What this publication is

Lawsuit Intelligencer is an editorial publication covering mass torts, product liability, toxic exposure litigation, plaintiff-side legal marketing, and the business of plaintiff-side law — including the technologies and tools reshaping how that business is done. We publish bylined analysis written for attorneys, journalists, and the firms working inside the litigation industry, not for consumers researching individual claims.

The name borrows from the 18th- and 19th-century American newspaper tradition — the intelligencer as gatherer and conveyor of intelligence — applied now to a litigation industry being reshaped by both legal and technological change.

The questions we cover are the ones that don't fit on a consumer legal site or in a law firm's marketing copy. Why intake networks are structured the way they are. What state regulatory action means when the federal floor is contracting. How referral economics actually work. What happens to product liability doctrine when the defective product is an AI system. How AI is reshaping intake, case valuation, and the work of plaintiff-side firms. The analytical work that's useful to people inside the industry and rarely available to people outside it.

Who edits it

Lawsuit Intelligencer is published and edited by David Meldofsky, a California-licensed attorney. He is the founder of Lawsuit Informer, which provides plain-English public legal education on lawsuits and consumer rights, and Lawsuit Center, which organizes case-review information by lawsuit category.

His writing has appeared in Attorney at Law Magazine, Law360, and the Daily Journal, with commentary on consumer legal education, PFAS regulation, drinking water standards, and litigation risk.

Lawsuit Intelligencer is the editorial layer of that ecosystem. The other two sites serve consumers. This one serves the legal industry — and the audience watching that industry change.

Editorial independence

Lawsuit Intelligencer is independent of any specific case, claim, MDL, or law firm covered. The publication does not accept payment for editorial coverage, does not run sponsored content disguised as articles, and does not coordinate coverage with firms that may benefit from particular framings. The editor and contributors disclose financial interests at the top of any piece in which they have skin in the game — including ownership of related sites, active representation of parties discussed, or relationships with referenced products or service providers.

The byline always tells you who wrote a piece. The disclosures at the top tell you what they have at stake. Both should be visible without scrolling.

Coverage

Mass torts and product liability. PFAS, AFFF, talc, pharmaceutical and medical device litigation, MDL practice, and the doctrines moving through them.

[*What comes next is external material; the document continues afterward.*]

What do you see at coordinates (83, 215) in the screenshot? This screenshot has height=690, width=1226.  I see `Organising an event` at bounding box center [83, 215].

The business of plaintiff-side law. Intake practices, referral economics, lead generation, legal marketing, AI in legal practice, firm consolidation, and the regulatory environment around all of it.

Regulation that moves litigation. Federal and state agency action — EPA, FDA, FCC, state attorneys general, state bars — analyzed for what it means in court, not what the press release said.

What we don't do

We don't run case reviews, intake forms, or consumer-facing solicitations. We don't publish "do you qualify" content. We don't accept paid placements that look like articles, and we don't run native advertising.

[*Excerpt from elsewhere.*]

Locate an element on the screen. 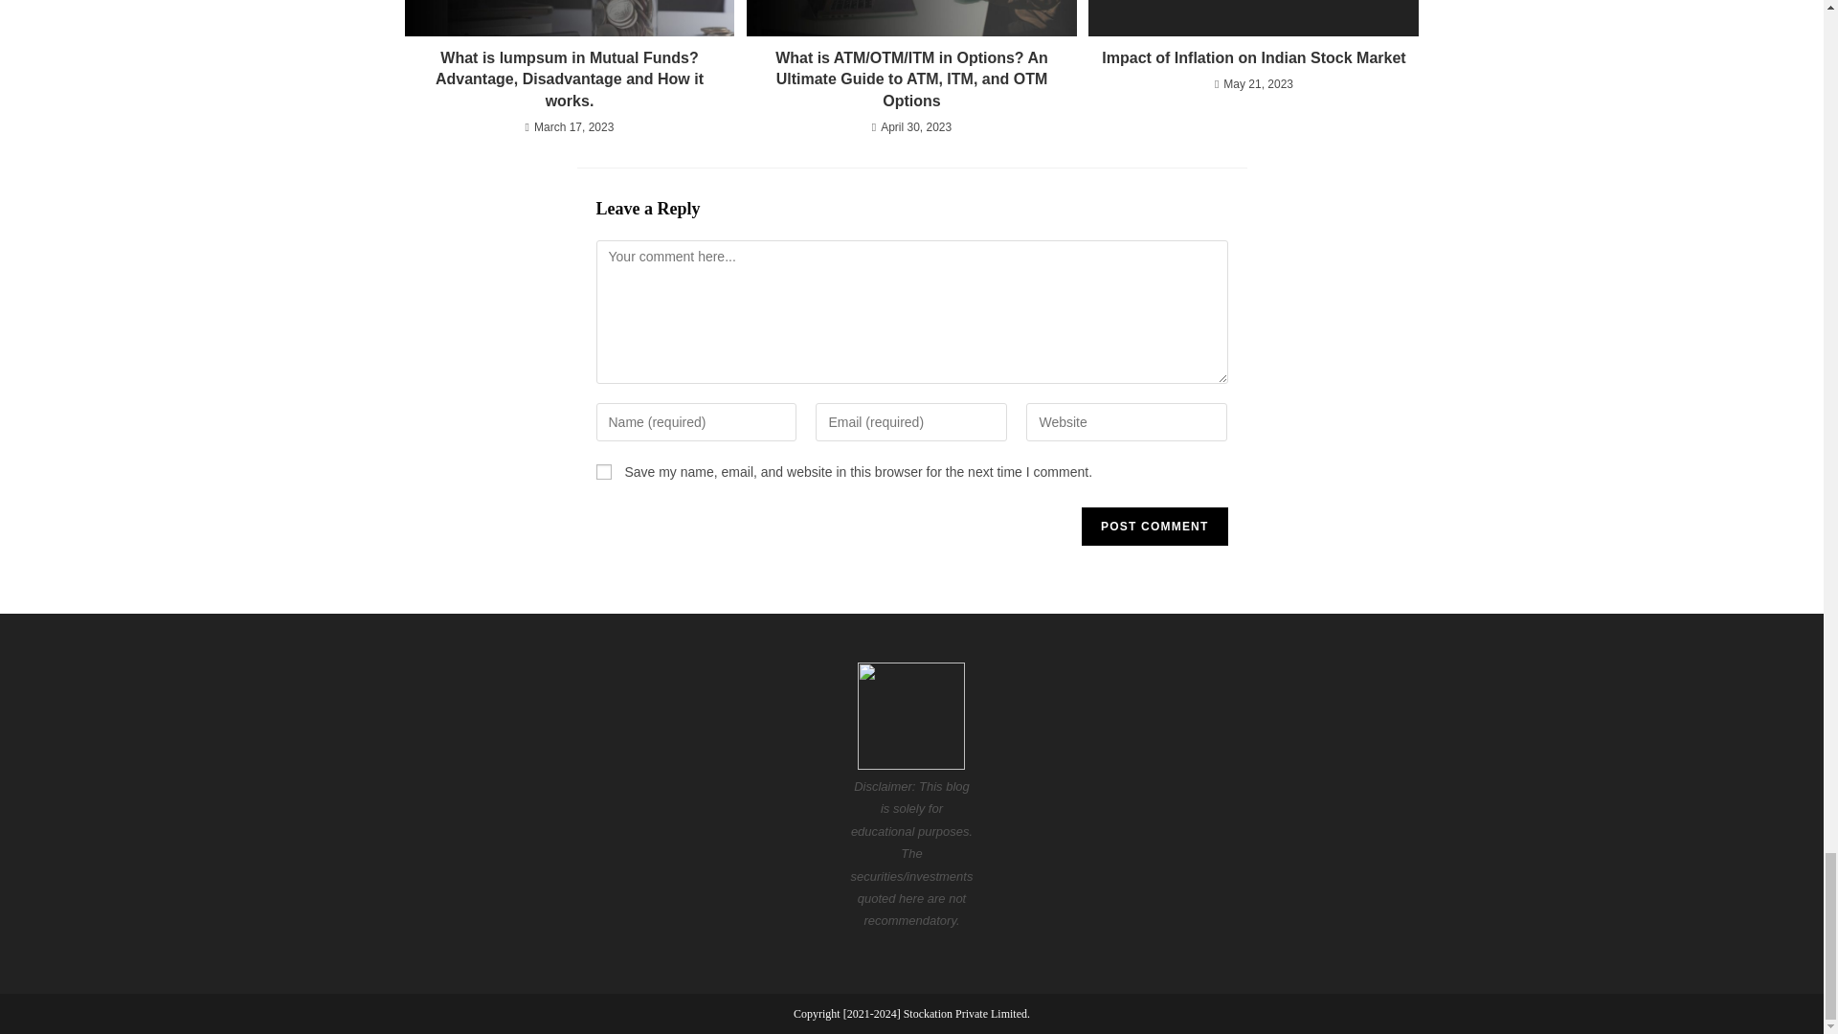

We don't republish press releases, court filings, or firm announcements as if they were original analysis. If something we publish draws from a press release or filing, the source is identified and the analysis is the contributor's own.

Contributors

Lawsuit Intelligencer publishes bylined commentary from attorneys, physicians, litigation experts, legal marketers, intake professionals, academics, and journalists covering the legal industry. Contributors are credited with their name, firm or affiliation, and a link to their professional page or work. We do not accept anonymous submissions.

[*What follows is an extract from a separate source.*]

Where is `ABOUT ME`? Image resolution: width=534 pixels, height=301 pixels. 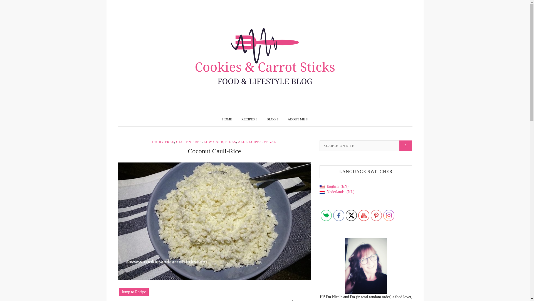 ABOUT ME is located at coordinates (298, 119).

If you'd like to write for us, see the contributor page for what we publish, what we don't, disclosure requirements, and how to pitch.

How we work with sources

Bylined contributors take responsibility for their own reporting. When sources need to be quoted on background or anonymously inside a piece written by an attributed author, we work with the contributor on what level of attribution is appropriate. We do not run pieces in which the author is a pseudonym for an undisclosed party.

Corrections

If you find a factual error in a piece, email editor@lawsuitintelligencer.com. Substantive corrections are made promptly, marked at the foot of the piece, and dated. Typographical fixes are made silently. Editorial standards, including our correction policy, are documented on the editorial standards page.

Not legal advice

Nothing on this site is legal advice. Reading Lawsuit Intelligencer does not create an attorney-client relationship between you and the editor or any contributor. Contributors writing about subjects in which they have a financial interest disclose that interest, but that disclosure is not a substitute for retained counsel. If you have a legal matter, talk to a lawyer.